RealWorld solves this by allowing you to choose any frontend (React, Angular 2, & more) and any backend (Node, Django, & more) and see how they power a real world, beautifully designed fullstack app called Conduit.
By building a backend in Elixir and Phoenix that adheres to the RealWorld API specs, you can choose to pair it with any of the available frontends. Some of the most popular current implementations are:
- React / Redux
- Elm
- Angular 4+
- Angular 1.5+
- React / MobX
You can view a live demo of Conduit thats powered by React and Redux with a Node.js backend, to get a feel for what well be building.
Many thanks to Eric Simons for pioneering the idea and founding the RealWorld project.
Before we start building Conduit, lets briefly cover some of the concepts related to command query responsibility segregation and event sourcing.
At its simplest, CQRS is the separation of commands from queries.
- Commands are used to mutate state in a write model.
- Queries are used to retrieve a value from a read model.
In a typical layered architecture you have a single model to service writes and reads, whereas in a CQRS application the read and write models are different. They may also be separated physically by using a different database or storage mechanism. CQRS is often combined with event sourcing where theres an event store for persisting domain events (write model) and at least one other data store for the read model.
Commands are used to instruct an application to do something, they are named in the imperative:
- Register account
- Transfer funds
- Mark fraudulent activity
Commands have one, and only one, receiver: the code that fulfils the command request.
Domain events indicate something of importance has occurred within a domain model. They are named in the past tense:
- Account registered
- Funds transferred
- Fraudulent activity detected
Domain events describe your system activity over time using a rich, domain-specific language. They are an immutable source of truth for the system. Unlike commands which are restricted to a single handler, domain events may be consumed by multiple subscribers - or potentially no interested subscribers.
Often commands and events come in pairs: a successful register account command results in an account registered event. Its also possible that a command can be successfully executed and result in many or no domain events.
Domain events from the write model are used to build and update a read model. I refer to this process as projecting events into a read model projection.

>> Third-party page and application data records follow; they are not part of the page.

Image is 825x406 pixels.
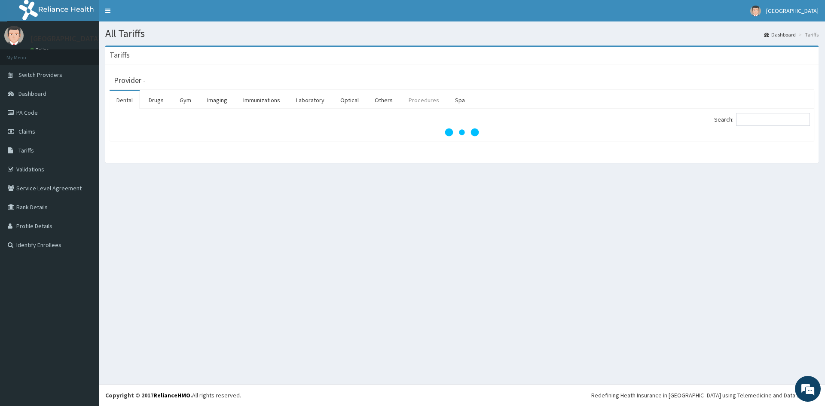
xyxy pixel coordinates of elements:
[402,91,446,109] a: Procedures
[18,90,46,97] span: Dashboard
[18,71,62,79] span: Switch Providers
[153,391,190,399] a: RelianceHMO
[173,91,198,109] a: Gym
[105,391,192,399] strong: Copyright © 2017 .
[30,47,51,53] a: Online
[750,6,761,16] img: User Image
[18,146,34,154] span: Tariffs
[796,31,818,38] li: Tariffs
[333,91,365,109] a: Optical
[110,51,130,59] h3: Tariffs
[714,113,810,126] label: Search:
[105,28,818,39] h1: All Tariffs
[4,26,24,45] img: User Image
[142,91,170,109] a: Drugs
[368,91,399,109] a: Others
[766,7,818,15] span: [GEOGRAPHIC_DATA]
[18,128,35,135] span: Claims
[110,91,140,109] a: Dental
[764,31,795,38] a: Dashboard
[99,384,825,406] footer: All rights reserved.
[736,113,810,126] input: Search:
[444,115,479,149] svg: audio-loading
[200,91,234,109] a: Imaging
[114,76,146,84] h3: Provider -
[30,35,101,43] p: [GEOGRAPHIC_DATA]
[591,391,818,399] div: Redefining Heath Insurance in [GEOGRAPHIC_DATA] using Telemedicine and Data Science!
[289,91,331,109] a: Laboratory
[448,91,472,109] a: Spa
[236,91,287,109] a: Immunizations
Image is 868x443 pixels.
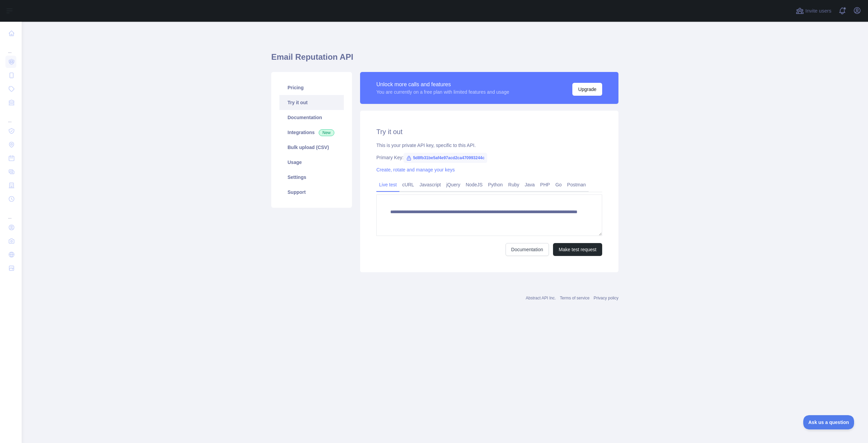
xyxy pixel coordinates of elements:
[279,185,344,199] a: Support
[553,243,602,256] button: Make test request
[376,154,602,161] div: Primary Key:
[271,52,619,68] h1: Email Reputation API
[522,180,538,190] a: Java
[400,180,416,190] a: cURL
[376,80,509,88] div: Unlock more calls and features
[804,415,855,429] iframe: Toggle Customer Support
[376,127,602,136] h2: Try it out
[443,180,463,190] a: jQuery
[5,110,16,123] div: ...
[594,296,619,301] a: Privacy policy
[805,7,832,15] span: Invite users
[5,41,16,54] div: ...
[505,180,522,190] a: Ruby
[279,80,344,95] a: Pricing
[376,167,455,172] a: Create, rotate and manage your keys
[416,180,443,190] a: Javascript
[279,155,344,170] a: Usage
[553,180,565,190] a: Go
[279,95,344,110] a: Try it out
[573,82,602,96] button: Upgrade
[485,180,505,190] a: Python
[279,125,344,140] a: Integrations New
[463,180,485,190] a: NodeJS
[565,180,589,190] a: Postman
[560,296,589,301] a: Terms of service
[538,180,553,190] a: PHP
[526,296,557,301] a: Abstract API Inc.
[319,129,335,136] span: New
[403,153,487,163] span: 5d8fb31be5af4e97acd2ca470993244c
[376,142,602,149] div: This is your private API key, specific to this API.
[5,207,16,220] div: ...
[376,88,509,96] div: You are currently on a free plan with limited features and usage
[505,243,549,256] a: Documentation
[279,110,344,125] a: Documentation
[279,140,344,155] a: Bulk upload (CSV)
[279,170,344,185] a: Settings
[795,5,833,16] button: Invite users
[376,180,400,190] a: Live test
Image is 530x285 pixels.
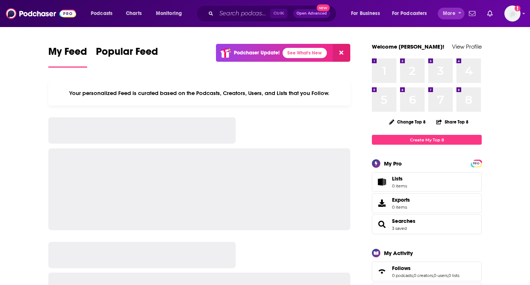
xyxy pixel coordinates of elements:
[504,5,520,22] img: User Profile
[270,9,287,18] span: Ctrl K
[293,9,330,18] button: Open AdvancedNew
[448,273,459,279] a: 0 lists
[96,45,158,62] span: Popular Feed
[151,8,191,19] button: open menu
[6,7,76,20] img: Podchaser - Follow, Share and Rate Podcasts
[466,7,478,20] a: Show notifications dropdown
[283,48,327,58] a: See What's New
[48,45,87,68] a: My Feed
[515,5,520,11] svg: Add a profile image
[374,198,389,209] span: Exports
[48,45,87,62] span: My Feed
[296,12,327,15] span: Open Advanced
[392,176,407,182] span: Lists
[384,250,413,257] div: My Activity
[372,215,482,235] span: Searches
[372,43,444,50] a: Welcome [PERSON_NAME]!
[472,161,481,166] a: PRO
[374,267,389,277] a: Follows
[392,176,403,182] span: Lists
[385,117,430,127] button: Change Top 8
[96,45,158,68] a: Popular Feed
[234,50,280,56] p: Podchaser Update!
[392,205,410,210] span: 0 items
[203,5,343,22] div: Search podcasts, credits, & more...
[433,273,434,279] span: ,
[484,7,496,20] a: Show notifications dropdown
[216,8,270,19] input: Search podcasts, credits, & more...
[346,8,389,19] button: open menu
[126,8,142,19] span: Charts
[414,273,433,279] a: 0 creators
[504,5,520,22] span: Logged in as nbaderrubenstein
[436,115,469,129] button: Share Top 8
[48,81,350,106] div: Your personalized Feed is curated based on the Podcasts, Creators, Users, and Lists that you Follow.
[392,265,411,272] span: Follows
[392,226,407,231] a: 3 saved
[392,218,415,225] a: Searches
[374,220,389,230] a: Searches
[317,4,330,11] span: New
[387,8,438,19] button: open menu
[413,273,414,279] span: ,
[392,197,410,203] span: Exports
[384,160,402,167] div: My Pro
[438,8,464,19] button: open menu
[372,135,482,145] a: Create My Top 8
[156,8,182,19] span: Monitoring
[392,273,413,279] a: 0 podcasts
[392,184,407,189] span: 0 items
[351,8,380,19] span: For Business
[443,8,455,19] span: More
[374,177,389,187] span: Lists
[452,43,482,50] a: View Profile
[372,194,482,213] a: Exports
[86,8,122,19] button: open menu
[372,172,482,192] a: Lists
[121,8,146,19] a: Charts
[392,8,427,19] span: For Podcasters
[91,8,112,19] span: Podcasts
[434,273,448,279] a: 0 users
[504,5,520,22] button: Show profile menu
[392,265,459,272] a: Follows
[372,262,482,282] span: Follows
[472,161,481,167] span: PRO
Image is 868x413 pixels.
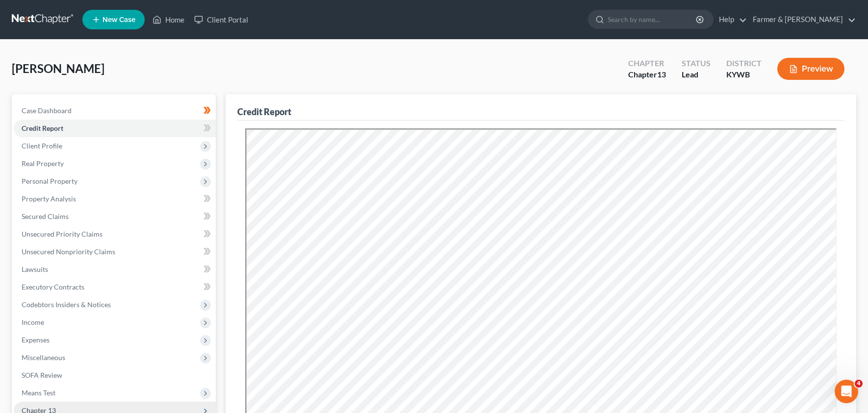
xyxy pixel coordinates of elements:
[682,69,711,80] div: Lead
[12,61,105,75] span: [PERSON_NAME]
[22,318,44,327] span: Income
[629,58,666,69] div: Chapter
[14,102,216,120] a: Case Dashboard
[727,69,762,80] div: KYWB
[22,354,65,362] span: Miscellaneous
[22,372,62,379] span: SOFA Review
[22,265,48,274] span: Lawsuits
[22,230,103,238] span: Unsecured Priority Claims
[14,207,216,225] a: Secured Claims
[147,11,190,29] a: Home
[22,389,55,397] span: Means Test
[14,191,216,207] a: Property Analysis
[14,261,216,279] a: Lawsuits
[103,16,135,24] span: New Case
[715,11,747,29] a: Help
[657,69,666,79] span: 13
[237,106,292,118] div: Credit Report
[22,336,49,344] span: Expenses
[190,11,253,29] a: Client Portal
[22,248,116,256] span: Unsecured Nonpriority Claims
[22,124,63,132] span: Credit Report
[22,195,76,203] span: Property Analysis
[22,283,84,291] span: Executory Contracts
[629,69,666,80] div: Chapter
[22,300,111,309] span: Codebtors Insiders & Notices
[748,11,856,29] a: Farmer & [PERSON_NAME]
[727,58,762,69] div: District
[22,177,77,186] span: Personal Property
[14,225,216,243] a: Unsecured Priority Claims
[855,380,863,388] span: 4
[608,10,698,29] input: Search by name...
[14,279,216,296] a: Executory Contracts
[22,212,68,220] span: Secured Claims
[682,58,711,69] div: Status
[22,107,71,115] span: Case Dashboard
[14,367,216,384] a: SOFA Review
[22,141,62,150] span: Client Profile
[22,159,64,168] span: Real Property
[778,58,845,80] button: Preview
[835,380,858,403] iframe: Intercom live chat
[14,120,216,137] a: Credit Report
[14,243,216,261] a: Unsecured Nonpriority Claims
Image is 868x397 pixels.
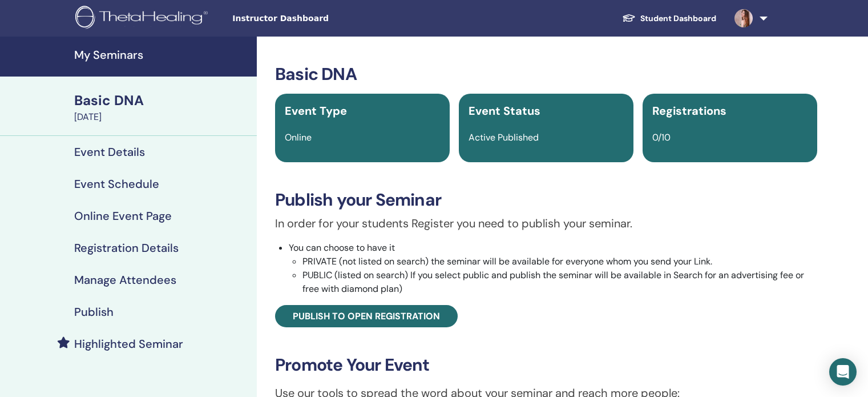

The read model is optimised for querying therefore the data is often stored denormalized to support faster querying performance. You can use whatever technology is most appropriate to support the querying your application demands, and take advantage of multiple different types of storage as appropriate:
- Relational database.
- In-memory store.
- Disk-based file store.
- NoSQL database.
- Full-text search index.
Any state changes within your domain are driven by domain events. Therefore your entire applications state changes are modelled as a stream of domain events:
An aggregates state is built by applying its domain events to some initial empty state. State is further mutated by applying a created domain to the current state:
Domain events are persisted in order as a logical stream for each aggregate. The event stream is the canonical source of truth, therefore it is a perfect audit log.